Papers
Topics
Authors
Recent
Assistant
AI Research Assistant
Well-researched responses based on relevant abstracts and paper content.
Custom Instructions Pro
Preferences or requirements that you'd like Emergent Mind to consider when generating responses.
Gemini 2.5 Flash
Gemini 2.5 Flash 147 tok/s
Gemini 2.5 Pro 40 tok/s Pro
GPT-5 Medium 28 tok/s Pro
GPT-5 High 24 tok/s Pro
GPT-4o 58 tok/s Pro
Kimi K2 201 tok/s Pro
GPT OSS 120B 434 tok/s Pro
Claude Sonnet 4.5 38 tok/s Pro
2000 character limit reached

Seven decades of exploring planetary interiors with rotating convection experiments (2409.05220v2)

Published 8 Sep 2024 in physics.geo-ph and astro-ph.EP

Abstract: The interiors of many planets consist mostly of fluid layers. When these layers are subject to superadiabatic temperature or compositional gradients, turbulent convection transports heat and momentum. In addition, planets are fast rotators. Thus, the key process that underpins planetary evolution, the dynamo action, flow patterns and more, is rotating convection. Because planetary interiors are inaccessible to direct observation, experiments offer physically consistent models that are crucial to guide our understanding. If we can fully understand the laboratory model, we may eventually fully understand the original. Experimentally reproducing rotating thermal convection relevant to planetary interiors comes with specific challenges, e.g. modelling the central gravity field of a planet that is parallel to the temperature gradient. Three classes of experiments tackle this challenge. One approach consists of using an alternative central force field, such as the electric force. These are, however, weaker than gravity and require going to space. Another method entails rotating the device fast enough so that the centrifugal force supersedes Earth's gravity. This mimics the equatorial regions of a planet. Lastly, by using the actual lab gravity aligned with the rotation axis, insight into the polar regions is gained. These experiments have been continuously refined during the past seven decades. We review their evolution, from the early days of visualising the onset patterns of convection, over central force field experiments in spacecrafts, liquid metal experiments, to the latest optical velocity mapping of rotating magnetoconvection in sulfuric acid inside high-field magnets. We show how innovative experimental design and emerging experimental techniques advanced our understanding and painted a more realistic picture of planetary interiors, including Earth's liquid metal outer core.

Citations (2)

Summary

We haven't generated a summary for this paper yet.

Dice Question Streamline Icon: https://streamlinehq.com
Lightbulb Streamline Icon: https://streamlinehq.com

Continue Learning

We haven't generated follow-up questions for this paper yet.

List To Do Tasks Checklist Streamline Icon: https://streamlinehq.com

Collections

Sign up for free to add this paper to one or more collections.

X Twitter Logo Streamline Icon: https://streamlinehq.com

Tweets

This paper has been mentioned in 1 tweet and received 1 like.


- TASK BRIEF
All entries are to be copied verbatim, while the pictures stay out.

- PROVIDED DATA
____

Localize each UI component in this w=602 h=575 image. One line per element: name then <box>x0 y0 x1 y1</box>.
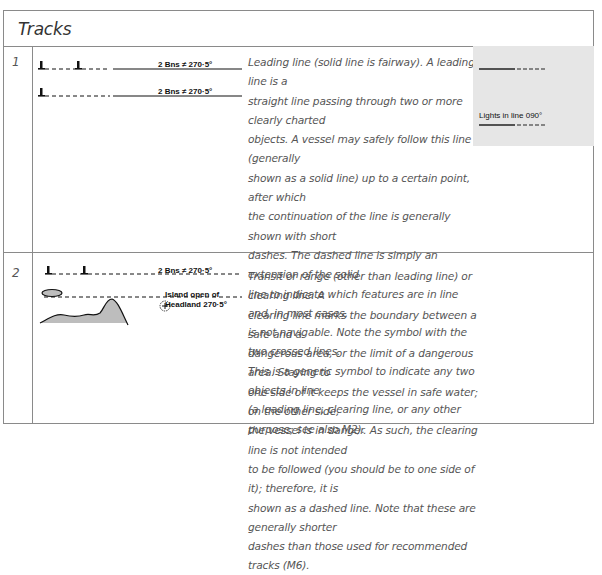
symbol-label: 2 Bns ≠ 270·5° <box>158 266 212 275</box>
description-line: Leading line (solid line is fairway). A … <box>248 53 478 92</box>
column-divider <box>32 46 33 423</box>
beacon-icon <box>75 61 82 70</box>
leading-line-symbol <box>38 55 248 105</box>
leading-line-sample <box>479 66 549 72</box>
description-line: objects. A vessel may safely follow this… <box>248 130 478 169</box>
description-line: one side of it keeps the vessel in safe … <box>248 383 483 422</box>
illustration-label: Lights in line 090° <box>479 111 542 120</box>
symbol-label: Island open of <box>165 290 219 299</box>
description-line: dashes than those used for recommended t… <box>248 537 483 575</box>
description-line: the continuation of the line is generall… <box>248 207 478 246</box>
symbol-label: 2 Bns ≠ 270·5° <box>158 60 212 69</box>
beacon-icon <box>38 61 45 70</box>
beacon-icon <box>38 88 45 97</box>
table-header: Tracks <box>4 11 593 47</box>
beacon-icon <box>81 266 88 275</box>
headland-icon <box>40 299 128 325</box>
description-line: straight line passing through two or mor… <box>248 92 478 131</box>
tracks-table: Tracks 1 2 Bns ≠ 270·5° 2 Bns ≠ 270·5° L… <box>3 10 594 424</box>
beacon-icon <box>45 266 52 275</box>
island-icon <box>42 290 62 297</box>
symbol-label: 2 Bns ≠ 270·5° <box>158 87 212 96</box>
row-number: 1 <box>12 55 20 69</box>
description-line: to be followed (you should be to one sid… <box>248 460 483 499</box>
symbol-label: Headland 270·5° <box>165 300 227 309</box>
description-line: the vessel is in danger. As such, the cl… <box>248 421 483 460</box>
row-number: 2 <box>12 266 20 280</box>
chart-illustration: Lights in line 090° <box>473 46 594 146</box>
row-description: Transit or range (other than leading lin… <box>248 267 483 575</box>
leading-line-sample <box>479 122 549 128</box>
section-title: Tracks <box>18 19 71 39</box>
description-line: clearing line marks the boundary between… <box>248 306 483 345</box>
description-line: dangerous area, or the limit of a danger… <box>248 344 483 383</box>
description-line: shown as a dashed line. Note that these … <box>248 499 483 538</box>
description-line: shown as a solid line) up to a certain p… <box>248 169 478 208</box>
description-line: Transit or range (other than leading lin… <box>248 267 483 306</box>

____

- REPLY
Localize each UI component in this w=602 h=575 image. One line per element: name then <box>x0 y0 x1 y1</box>.
symbol-label: 2 Bns ≠ 270·5° <box>158 266 212 275</box>
description-line: Leading line (solid line is fairway). A … <box>248 53 478 92</box>
column-divider <box>32 46 33 423</box>
beacon-icon <box>75 61 82 70</box>
leading-line-symbol <box>38 55 248 105</box>
leading-line-sample <box>479 66 549 72</box>
description-line: objects. A vessel may safely follow this… <box>248 130 478 169</box>
description-line: one side of it keeps the vessel in safe … <box>248 383 483 422</box>
illustration-label: Lights in line 090° <box>479 111 542 120</box>
symbol-label: Island open of <box>165 290 219 299</box>
description-line: dashes than those used for recommended t… <box>248 537 483 575</box>
description-line: the continuation of the line is generall… <box>248 207 478 246</box>
symbol-label: 2 Bns ≠ 270·5° <box>158 60 212 69</box>
beacon-icon <box>38 61 45 70</box>
beacon-icon <box>38 88 45 97</box>
table-header: Tracks <box>4 11 593 47</box>
beacon-icon <box>81 266 88 275</box>
headland-icon <box>40 299 128 325</box>
description-line: straight line passing through two or mor… <box>248 92 478 131</box>
tracks-table: Tracks 1 2 Bns ≠ 270·5° 2 Bns ≠ 270·5° L… <box>3 10 594 424</box>
beacon-icon <box>45 266 52 275</box>
island-icon <box>42 290 62 297</box>
symbol-label: 2 Bns ≠ 270·5° <box>158 87 212 96</box>
row-number: 1 <box>12 55 20 69</box>
description-line: to be followed (you should be to one sid… <box>248 460 483 499</box>
symbol-label: Headland 270·5° <box>165 300 227 309</box>
description-line: the vessel is in danger. As such, the cl… <box>248 421 483 460</box>
row-number: 2 <box>12 266 20 280</box>
chart-illustration: Lights in line 090° <box>473 46 594 146</box>
row-description: Transit or range (other than leading lin… <box>248 267 483 575</box>
leading-line-sample <box>479 122 549 128</box>
section-title: Tracks <box>18 19 71 39</box>
description-line: clearing line marks the boundary between… <box>248 306 483 345</box>
description-line: dangerous area, or the limit of a danger… <box>248 344 483 383</box>
description-line: shown as a dashed line. Note that these … <box>248 499 483 538</box>
description-line: shown as a solid line) up to a certain p… <box>248 169 478 208</box>
description-line: Transit or range (other than leading lin… <box>248 267 483 306</box>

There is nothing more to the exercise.